2. Laziness. I'm fine with authors who buck epic-style and go for colloquial conversation, and I'm fine with authors who go full-epic and just write "Archetype" on their character's forehead. But you can't do both. You can't have colloquial style unless you actually have characters, and he just goes right to people bantering and such without ever giving us actual characters to base this stuff on.
3. Insulting portrayal of the female lead. If you're going to give me a female lead who weeps and whines her way through the entire novel, just own it, man. Don't write explanatory dialogue like, "I'm usually so strong, and lately, it feels like all I do is cry." That's not fixing it. That's telling me, the reader, that you, the author, have lost control of your own book, and that your supposedly strong female lead has turned out to be a codependent weeping lump on the page.
4. The fundamental badness of the sword and the fight scenes. If you make one of the two biggest artifacts in the novel a sword, you might wanna actually let him use it in, I don't know, a fight scene. Against another guy with a sword. Instead, the sword never becomes anything more than a symbol, which would be great if other people in the novel were doing exciting things. Instead, it's like Goodkind read David Eddings and thought "I'll do dialogue like him" and read Terry Brooks and thought "I'll have my sword be symbolic, like him" and never figured out that those guys, while they have their own issues, were doing other things in their work as well, other good stuff that made this stuff work.
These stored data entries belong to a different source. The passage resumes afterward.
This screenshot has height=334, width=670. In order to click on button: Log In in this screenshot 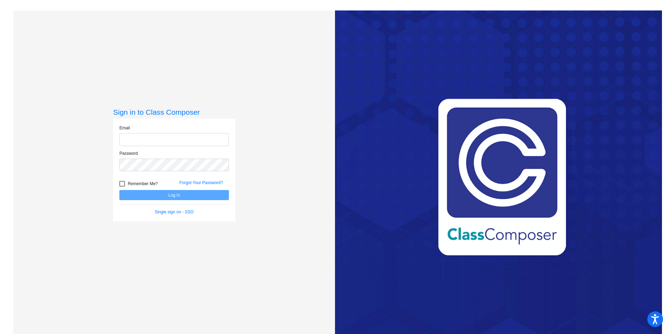, I will do `click(174, 195)`.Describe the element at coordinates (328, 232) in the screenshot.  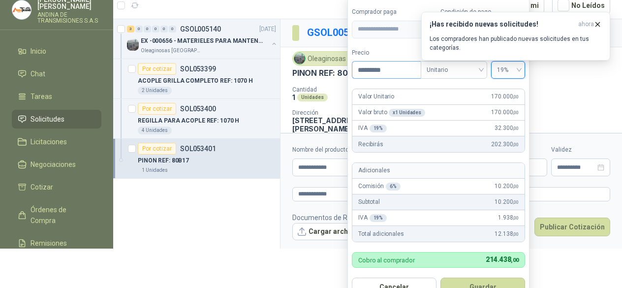
I see `button: Cargar archivo` at that location.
(I know, he uses the sword in one or two fight scenes -- but they're horribly described. And just from my memory, I can't recall, but does he ever actually describe the sword in the first book? Or is he too deep and symbolic to tell us if we're dealing with a rapier, machete, or claymore?)
Of all those, Goodkind wins for me as Worst Overall, Mieville wins as Most Overrated, and Douglass wins as Most Frustrating Because it Could Have Been Good. Hayden just gets the Mediocre But Not Wholly Atrocious Enough to Really Laugh At award, such as it is.